Thursday, November 17, 2011

November Morning


November Morning

I heard it last night,
water coursing down tree limbs,
rooftops, gutters, roadways, cars,
and trash bins. Did the
outside of things get a good washing?

The morning sky is a damp cotton cloth, where
light seeps over the tree branches outside my window,
along with steady wetness. The season
of washing the outsides of things
has started. The tiny drops rush into
prickly tree needles and brown places: the leaves,
the fences, mossy eaves. The cotton sky keeps
the world inside warmed and contemplating,
while making the outside of things cool, wet, soft,
reflective.


(11/17/2011)

Thursday, November 3, 2011

Trilobite Song (1997)


Trilobite Song


Oh, to be a trilobite in some primordial goop —
A wriggly something wiggling in the three-tone frothy soup!
I have five eighty-thousand toes, a delightsome fearful lot,
And when I stick them in my mouth, I taste the meal I've caught.

Oh, to be a trilobite in long-forgotten seas.
I hunker down a darkened hole and flex my billion knees.
And though I never see the sun, so far I swim and swam,
I pass the night with planktonite, and dinner with a clam.

Oh, to be a three-lobed shellfish in the Paleozoic,
I eat enough creapy stuff to make a person go “ick!”
But I'm never sad or lazy — I just pass the time
Resting in my briny niche from evolution’s climb.

Oh, to be a trilobite, to don my sticky bonnet
Though, you say, it’s not that way — and I had never thought it.
But if you doubt what I'm about, you can keep your money.
I'll just smile and sweetly say, “It’s in the genes, Honey.”



(3/23/97)


It had been over a month since my last contribution on here, and since I resolved to blog at least once per month I dug up this older poem from around the time I started getting interested again in writing.

I don’t always explain or comment on my poems, but this one got me thinking recently about what it was really “about.” On the surface, it’s playful and poking fun at the debate over teaching evolution in the public schools. It occurred to me the other day that as a social commentary, I probably had in mind on some deeper level how dependent we are today (even back in 1997) on digital technology. What would we really do right now if we didn’t have computers to do so much for us, with their “eighty-thousand toes” to count on? Could we make it? Maybe finding meaning in life would be more a matter of bare essentials and not chasing down life between sips of sleep while the clocks and calendars and computers keeps us running. At least we still have family and friends on our digital docks. And DVD collections of all our favorite TV shows are kind of nice.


Each entry is to be retyped exactly as it appears. Leave the images out.

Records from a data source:
=== Section Start ===

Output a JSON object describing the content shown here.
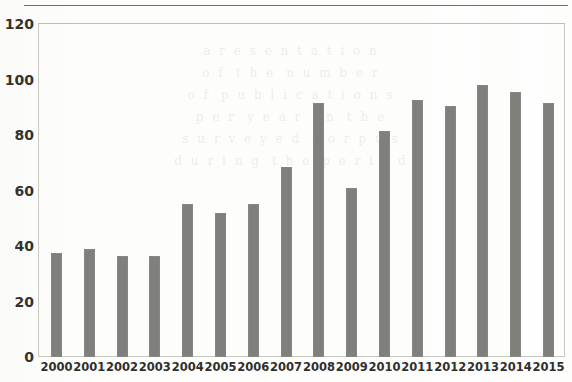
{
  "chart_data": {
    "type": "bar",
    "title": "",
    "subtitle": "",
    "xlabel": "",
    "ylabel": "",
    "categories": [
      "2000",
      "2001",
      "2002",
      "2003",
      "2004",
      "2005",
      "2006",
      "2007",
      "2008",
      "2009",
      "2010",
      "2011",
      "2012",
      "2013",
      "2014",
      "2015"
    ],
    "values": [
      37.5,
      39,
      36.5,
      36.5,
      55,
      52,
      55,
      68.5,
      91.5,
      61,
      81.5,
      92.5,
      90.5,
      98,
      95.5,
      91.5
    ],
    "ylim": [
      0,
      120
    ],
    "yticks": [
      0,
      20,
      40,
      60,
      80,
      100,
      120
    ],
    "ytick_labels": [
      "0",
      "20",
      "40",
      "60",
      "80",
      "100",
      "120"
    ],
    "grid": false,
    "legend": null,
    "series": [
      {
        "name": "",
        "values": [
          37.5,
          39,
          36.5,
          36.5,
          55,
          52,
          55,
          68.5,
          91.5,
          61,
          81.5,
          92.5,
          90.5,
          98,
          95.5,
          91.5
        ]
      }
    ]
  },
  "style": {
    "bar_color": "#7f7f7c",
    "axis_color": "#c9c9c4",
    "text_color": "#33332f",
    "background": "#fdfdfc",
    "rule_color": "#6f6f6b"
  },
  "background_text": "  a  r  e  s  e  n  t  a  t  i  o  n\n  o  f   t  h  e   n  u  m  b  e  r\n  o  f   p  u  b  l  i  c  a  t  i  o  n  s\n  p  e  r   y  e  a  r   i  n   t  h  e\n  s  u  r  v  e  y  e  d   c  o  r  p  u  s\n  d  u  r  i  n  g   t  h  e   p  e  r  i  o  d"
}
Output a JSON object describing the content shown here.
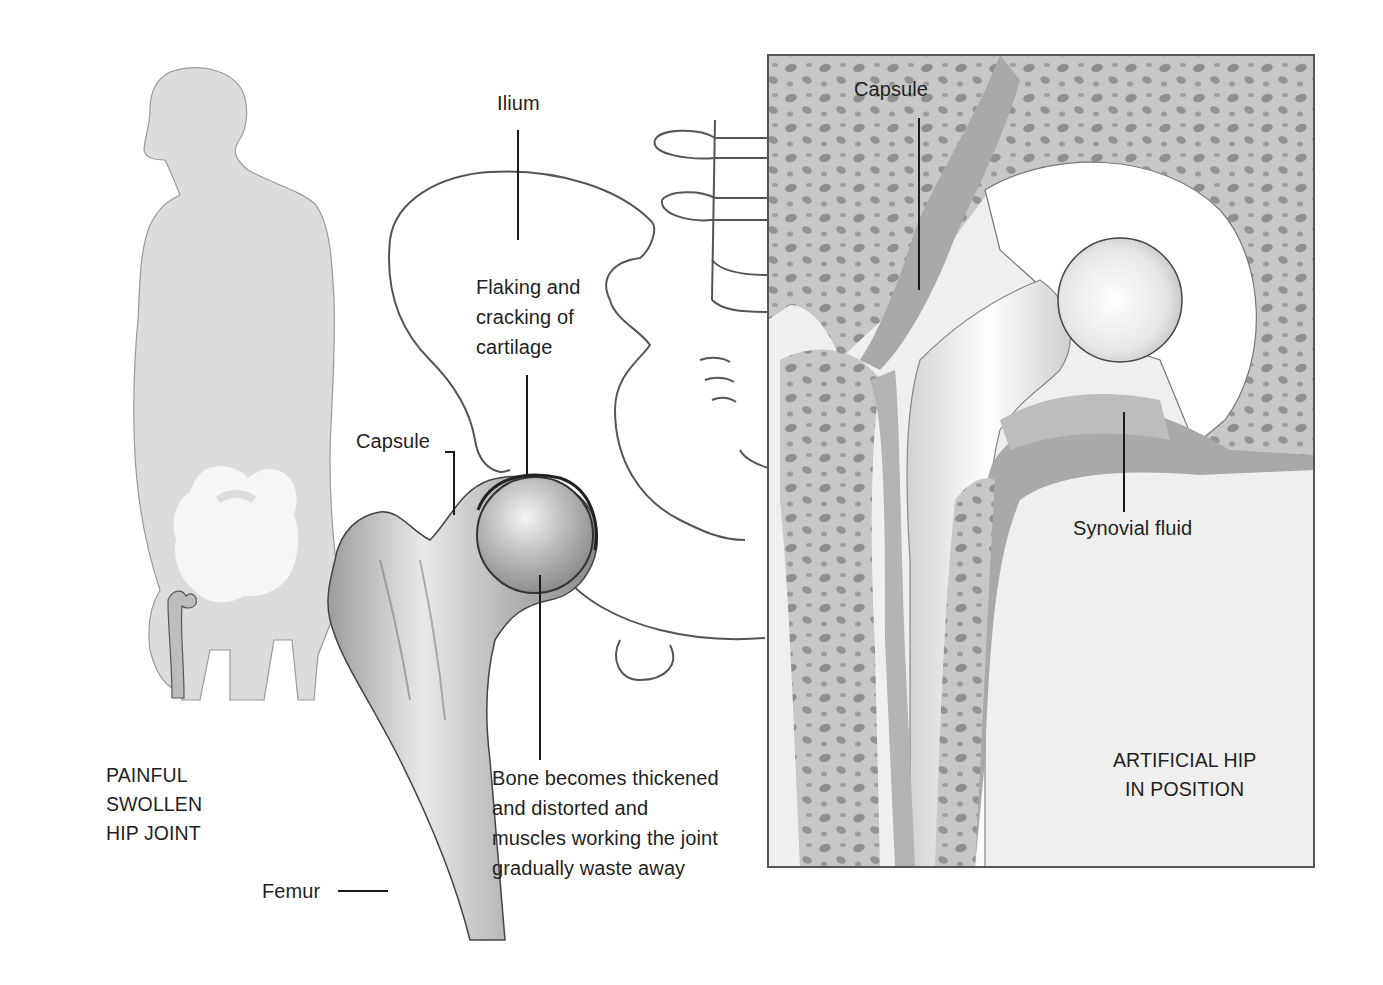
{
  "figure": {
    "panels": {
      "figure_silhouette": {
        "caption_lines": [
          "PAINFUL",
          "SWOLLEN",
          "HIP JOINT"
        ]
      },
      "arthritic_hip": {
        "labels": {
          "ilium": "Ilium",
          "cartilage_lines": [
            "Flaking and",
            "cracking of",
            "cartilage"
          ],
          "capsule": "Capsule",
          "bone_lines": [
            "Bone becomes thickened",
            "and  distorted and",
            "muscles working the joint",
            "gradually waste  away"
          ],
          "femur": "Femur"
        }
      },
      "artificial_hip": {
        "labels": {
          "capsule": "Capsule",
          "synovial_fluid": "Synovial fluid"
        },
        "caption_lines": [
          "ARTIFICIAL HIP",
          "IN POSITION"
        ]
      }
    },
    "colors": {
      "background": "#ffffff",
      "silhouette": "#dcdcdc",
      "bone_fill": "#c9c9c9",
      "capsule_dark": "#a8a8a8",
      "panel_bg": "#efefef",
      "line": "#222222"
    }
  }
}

=== Section End ===

- [Expected output]
Output a JSON object describing the content shown here.
{
  "chart_data": {
    "type": "bar",
    "title": "",
    "subtitle": "",
    "xlabel": "",
    "ylabel": "",
    "categories": [
      "2000",
      "2001",
      "2002",
      "2003",
      "2004",
      "2005",
      "2006",
      "2007",
      "2008",
      "2009",
      "2010",
      "2011",
      "2012",
      "2013",
      "2014",
      "2015"
    ],
    "values": [
      37.5,
      39,
      36.5,
      36.5,
      55,
      52,
      55,
      68.5,
      91.5,
      61,
      81.5,
      92.5,
      90.5,
      98,
      95.5,
      91.5
    ],
    "ylim": [
      0,
      120
    ],
    "yticks": [
      0,
      20,
      40,
      60,
      80,
      100,
      120
    ],
    "ytick_labels": [
      "0",
      "20",
      "40",
      "60",
      "80",
      "100",
      "120"
    ],
    "grid": false,
    "legend": null,
    "series": [
      {
        "name": "",
        "values": [
          37.5,
          39,
          36.5,
          36.5,
          55,
          52,
          55,
          68.5,
          91.5,
          61,
          81.5,
          92.5,
          90.5,
          98,
          95.5,
          91.5
        ]
      }
    ]
  },
  "style": {
    "bar_color": "#7f7f7c",
    "axis_color": "#c9c9c4",
    "text_color": "#33332f",
    "background": "#fdfdfc",
    "rule_color": "#6f6f6b"
  },
  "background_text": "  a  r  e  s  e  n  t  a  t  i  o  n\n  o  f   t  h  e   n  u  m  b  e  r\n  o  f   p  u  b  l  i  c  a  t  i  o  n  s\n  p  e  r   y  e  a  r   i  n   t  h  e\n  s  u  r  v  e  y  e  d   c  o  r  p  u  s\n  d  u  r  i  n  g   t  h  e   p  e  r  i  o  d"
}
Output a JSON object describing the content shown here.
{
  "figure": {
    "panels": {
      "figure_silhouette": {
        "caption_lines": [
          "PAINFUL",
          "SWOLLEN",
          "HIP JOINT"
        ]
      },
      "arthritic_hip": {
        "labels": {
          "ilium": "Ilium",
          "cartilage_lines": [
            "Flaking and",
            "cracking of",
            "cartilage"
          ],
          "capsule": "Capsule",
          "bone_lines": [
            "Bone becomes thickened",
            "and  distorted and",
            "muscles working the joint",
            "gradually waste  away"
          ],
          "femur": "Femur"
        }
      },
      "artificial_hip": {
        "labels": {
          "capsule": "Capsule",
          "synovial_fluid": "Synovial fluid"
        },
        "caption_lines": [
          "ARTIFICIAL HIP",
          "IN POSITION"
        ]
      }
    },
    "colors": {
      "background": "#ffffff",
      "silhouette": "#dcdcdc",
      "bone_fill": "#c9c9c9",
      "capsule_dark": "#a8a8a8",
      "panel_bg": "#efefef",
      "line": "#222222"
    }
  }
}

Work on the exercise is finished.